Jeffrey Goldberg recently wondered (in regard to Israel’s ham-handed “diplomacy” with Turkey):
[I]f Israel achieves so much, under such adverse conditions, why are some of its leaders such putzes?
It’s something I’ve often wondered myself, which is why I hold one of the exceptions– Israel’s former education minister Amnon Rubenstein– in such high esteem. He is one of the handful of Israeli politicians– current or former, left or right– whom I genuinely admire and respect.
Writing in The Jerusalem Post, he offers his usual good sense about Tony Judt’s latest attack on the Jewish character of Israel.
Relying on a book by Shlomo Sand of Tel Aviv University, which denies the existence of a Jewish people, Judt accepts Sand’s idea that Jewish continuity is both a myth and a handicap to Israel. First, “it reduces all non-Jewish citizens of Israel to second-class status.” And second, again relying on the sage from TAU, “the perverse insistence on identifying a universal Jewishness with one small piece of territory is dysfunctional… it is the single most important factor accounting for the failure to solve the Israel-Palestine imbroglio.”
All this is written more as a papal bull than a reasoned article. Even so, two questions remain.
First, if Israel’s non-Jews are second-class citizens – surely an overstatement – because of the state’s Jewishness, what about other minorities in other countries? What about German-speakers in Italy, Slovenes in Austria, Hungarians in Slovakia and Romania, Russians in the Baltic States and national minorities all over Europe? And if the Star of David is to be removed from Israel’s flag, why should the combined crosses of St. Andrew, St. Patrick and St. George stay on the Union Jack? Or the crosses remain on Scandinavian, Greek and Swiss flags? Or why shouldn’t Christmas be abolished as an official holy day in most countries, or Catholic holy days stop being holidays in secular France? Or why shouldn’t national repatriation laws – similar to the Israeli Law of Return – which exist in many nation- states, be rescinded? Why single one nation out of many?
Second, Judt does not call for the disappearance of Israel, but wants to rid it of its Jewish character. What should be its new character? What should replace its “Jewish myth”? Judt does not specify, as he does not describe how Israel is to become un-Jewish – by replacing Hebrew with another language? Which one? By replacing the Shabbat with Sunday or Friday? By repealing the Law of Return?
For Israel, the only alternative to being Jewish is not an enlightened Western multicultural society, but to be dominated by the Muslim ocean in which she lives as a menaced island. If this happens, the only democracy in the Middle East would have disappeared, and the Jews of Israel would be forced into another exile from their historical homeland.

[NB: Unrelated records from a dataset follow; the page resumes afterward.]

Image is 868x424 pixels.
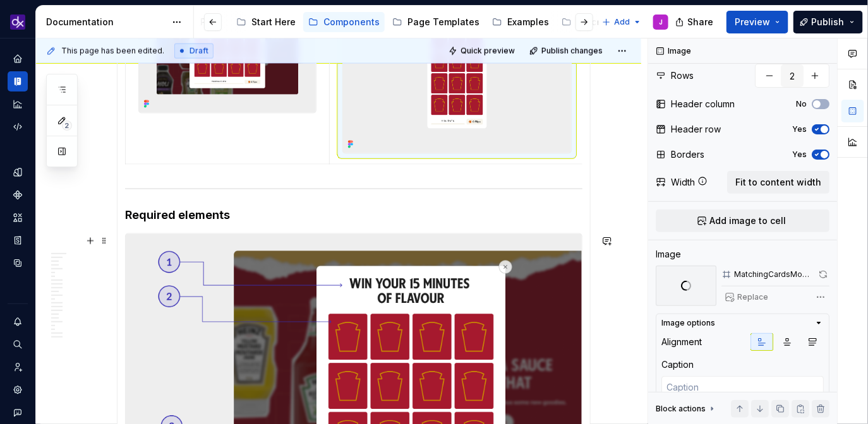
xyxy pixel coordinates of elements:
[8,312,28,332] button: Notifications
[8,117,28,137] a: Code automation
[656,400,717,418] div: Block actions
[8,253,28,273] a: Data sources
[10,14,25,29] img: 0784b2da-6f85-42e6-8793-4468946223dc.png
[661,359,693,371] div: Caption
[8,185,28,205] a: Components
[661,318,824,329] button: Image options
[796,99,807,109] label: No
[190,46,209,56] span: Draft
[8,94,28,114] a: Analytics
[8,403,28,423] button: Contact support
[671,176,695,189] div: Width
[661,336,702,348] div: Alignment
[659,17,663,27] div: J
[8,334,28,355] button: Search ⌘K
[8,48,28,69] a: Home
[324,16,380,28] div: Components
[8,208,28,228] a: Assets
[656,248,681,261] div: Image
[669,10,722,33] button: Share
[507,16,549,28] div: Examples
[792,150,807,160] label: Yes
[735,176,821,189] span: Fit to content width
[387,12,484,32] a: Page Templates
[125,208,582,223] h4: Required elements
[444,42,520,60] button: Quick preview
[726,10,788,33] button: Preview
[656,210,829,233] button: Add image to cell
[8,380,28,400] a: Settings
[526,42,609,60] button: Publish changes
[734,270,814,280] div: MatchingCardsModal - Mobile
[671,98,735,110] div: Header column
[99,9,493,35] div: Page tree
[598,13,646,31] button: Add
[614,17,630,27] span: Add
[461,46,515,56] span: Quick preview
[793,10,863,33] button: Publish
[671,69,693,82] div: Rows
[735,16,770,28] span: Preview
[487,12,554,32] a: Examples
[688,16,713,28] span: Share
[671,148,705,161] div: Borders
[303,12,385,32] a: Components
[407,16,480,28] div: Page Templates
[8,231,28,251] a: Storybook stories
[8,162,28,182] a: Design tokens
[61,46,164,56] span: This page has been edited.
[8,71,28,91] a: Documentation
[661,318,715,329] div: Image options
[709,215,786,227] span: Add image to cell
[812,16,844,28] span: Publish
[46,16,165,28] div: Documentation
[792,124,807,135] label: Yes
[727,171,829,194] button: Fit to content width
[62,121,72,131] span: 2
[252,16,295,28] div: Start Here
[231,12,301,32] a: Start Here
[671,123,721,136] div: Header row
[8,357,28,378] a: Invite team
[541,46,603,56] span: Publish changes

True, being Jewish doesn’t mean Israel should be undemocratic. And Israel – it must be admitted – is, like many democracies, a flawed one. Israel should remedy these flaws: It should enact a civil marriage law, reform its immigration laws, recognize non-Orthodox conversions, put an end to Orthodox-haredi monopolies, and abolish budgetary and other inequalities pertaining to its Arab-Palestinian minority while ensuring equal obligations, including national service.

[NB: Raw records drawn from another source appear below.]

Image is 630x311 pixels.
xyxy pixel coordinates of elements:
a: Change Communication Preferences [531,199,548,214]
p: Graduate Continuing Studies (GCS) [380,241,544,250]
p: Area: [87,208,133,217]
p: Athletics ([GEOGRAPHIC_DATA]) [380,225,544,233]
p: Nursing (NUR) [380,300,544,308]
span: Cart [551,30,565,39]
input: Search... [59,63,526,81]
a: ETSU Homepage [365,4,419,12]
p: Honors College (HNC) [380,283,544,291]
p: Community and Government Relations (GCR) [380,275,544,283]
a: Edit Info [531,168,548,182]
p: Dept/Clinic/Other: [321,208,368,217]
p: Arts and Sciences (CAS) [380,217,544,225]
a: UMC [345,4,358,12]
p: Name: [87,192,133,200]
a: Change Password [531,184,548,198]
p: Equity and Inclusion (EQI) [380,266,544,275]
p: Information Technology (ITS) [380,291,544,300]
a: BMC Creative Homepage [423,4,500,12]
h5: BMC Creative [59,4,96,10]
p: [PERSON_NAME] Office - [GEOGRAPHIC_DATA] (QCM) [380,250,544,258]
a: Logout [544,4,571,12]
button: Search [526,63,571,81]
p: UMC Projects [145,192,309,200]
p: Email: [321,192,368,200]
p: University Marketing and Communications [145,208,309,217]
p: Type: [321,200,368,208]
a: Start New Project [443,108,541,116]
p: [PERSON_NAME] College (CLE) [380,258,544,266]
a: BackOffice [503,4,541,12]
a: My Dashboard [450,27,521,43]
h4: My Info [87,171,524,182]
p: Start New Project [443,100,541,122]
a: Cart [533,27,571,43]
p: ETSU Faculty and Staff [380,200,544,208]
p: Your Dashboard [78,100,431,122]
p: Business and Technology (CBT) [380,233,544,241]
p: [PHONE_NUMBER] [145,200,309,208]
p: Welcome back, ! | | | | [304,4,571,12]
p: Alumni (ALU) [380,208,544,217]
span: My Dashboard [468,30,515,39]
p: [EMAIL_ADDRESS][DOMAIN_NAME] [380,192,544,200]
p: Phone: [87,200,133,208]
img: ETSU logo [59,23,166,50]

But Judt is not content with implementing these reforms. He wants Israel to turn its back on its very raison d’être, on its Jewishness, on the right of the Jewish people to self determination. A Jewish state, like a Swedish or German state, combines elements not only of a common religion, but of a common identity and a shared history – and in the Jewish case, shared traumas.

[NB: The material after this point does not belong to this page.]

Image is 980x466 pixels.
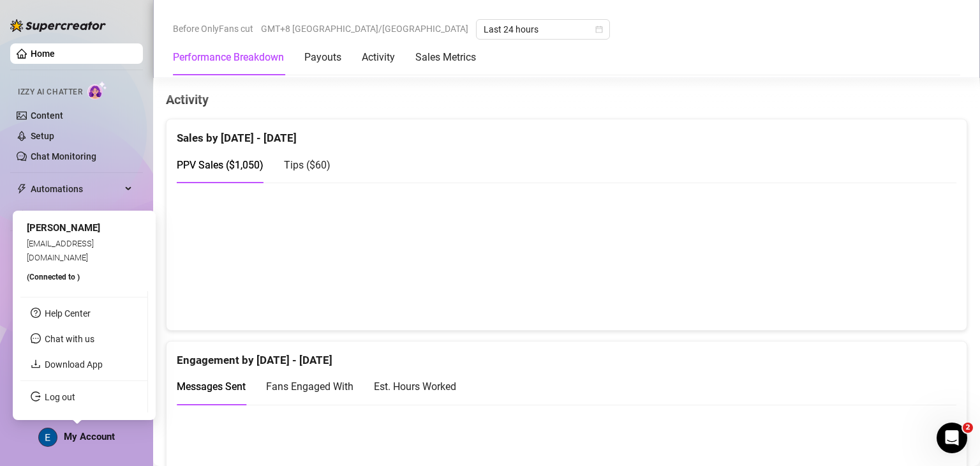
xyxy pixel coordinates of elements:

Sand’s much-touted point that Ashkenazi Jews are not blood descendants of King David – an accusation that, by the way, he does not support with any scientific evidence – is really irrelevant. I know of no Zionist argument that claims Jewish racial purity. Herzl specifically denied it. He wrote in a diary entry for November 21, 1895: “We are an historical entity, a nation made up of diverse anthropological elements. This also suffices for the Jewish state. No nation has uniformity of race.”
Indeed, no nation can claim racial continuity. When French schoolchildren learn about “our ancestors, the Gauls,” they realize that many of them are not biological descendants. And the same applies to Jews who talk about their biblical antecedents. This racial nonsense is dreamt up by the fertile minds of anti-Zionist Israeli academics. It is indeed a sad sight to watch a distinguished historian like Tony Judt embracing such half-truths.
Jews, like other peoples of the world, have a right to their own narrative and their own state. This right exists despite the ramblings from Israel’s anti-Zionist brigade.
Once again: why do so many supposedly enlightened people expect things from Israel that they don’t expect from any other country? Why, alone among nations, do its flaws render its very identity and existence illegitimate?